[Dock-fans] Single processor optimization

Sudipto Mukherjee sudmukh at yahoo.com
Sat May 10 14:07:48 PDT 2008


Hi Francesco,

I'm not clear why you are using continuous scoring while docking, especially with a large protein. An energy grid would make the dock run orders of magnitude faster. Since you have so much memory, you could easily use a very fine grid (0.2A or smaller) if you are concerned about grid artifacts. If you wish, you can turn off clustering and ask dock to return a large number of poses. Rescore the poses with the continuous scoring function. Even then, you might consider to retain only those domains of the protein which are close to the binding site. 

The Redpaper describes using IBM's MASSV libraries for optimizaing programs on Blue Gene. As far as I know, there are nosimilar libraries we can use with gcc. Also, note that for a single ligand, you are not getting the benefit of of your dual opteron setup. Only one processor core is being used for running dock. 
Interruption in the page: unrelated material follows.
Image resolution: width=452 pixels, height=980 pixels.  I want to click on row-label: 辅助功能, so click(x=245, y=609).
The continuous scoring function is mostly used for rescoring and not docking as it is quite slow O(mn) for m protein and n ligand atoms. The grid scoring however, is only O(n) and therefore much faster.
 
Regards
Sudipto Mukherjee
Graduate Student, Robert C. Rizzo Lab
Dept. of Applied Math & Statistics, Stony Brook University

----- Original Message ----
From: Francesco Pietra <chiendarret at yahoo.com>
To: dock-fans <dock-fans at docking.org>
Sent: Saturday, May 10, 2008 12:28:27 PM
Subject: [Dock-fans] Single processor optimization

This post is mostly to users of dual-opteron and Linux with a final brief question to the developers.
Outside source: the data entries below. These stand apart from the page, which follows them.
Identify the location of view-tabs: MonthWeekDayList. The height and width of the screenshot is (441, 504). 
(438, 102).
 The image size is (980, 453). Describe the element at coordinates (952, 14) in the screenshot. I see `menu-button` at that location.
While performing a continuous flex docking for a large ligand on a big protein (NUMA-type machine, opteron 875, 2.2MHz, 8GB RAM taken by the process (%MEM 29.3); 1150 min to date, as from top; no idea how much time will still be required, should hopefully no crash occur) I was reading the IBM Redpaper "High throughput computing validation for drug discovery using the dock program on a massively parallel system" recently referred to in the Dock6 manual.

Section "Single processor optimization" describes a 43% improvement in speed by using specialized math libraries. I am using the standard GNU libraries (compilation was with gcc 4.2.3) provided by Debian Linux lenny. I wonder whether anyone has found improvements for this platform.

To the developers: since most of the time with this CPU-bound code is spent on scoring (Redpaper above), is there any plan to implement a monitoring of the progress of the scoring, no matter how approximate it might be?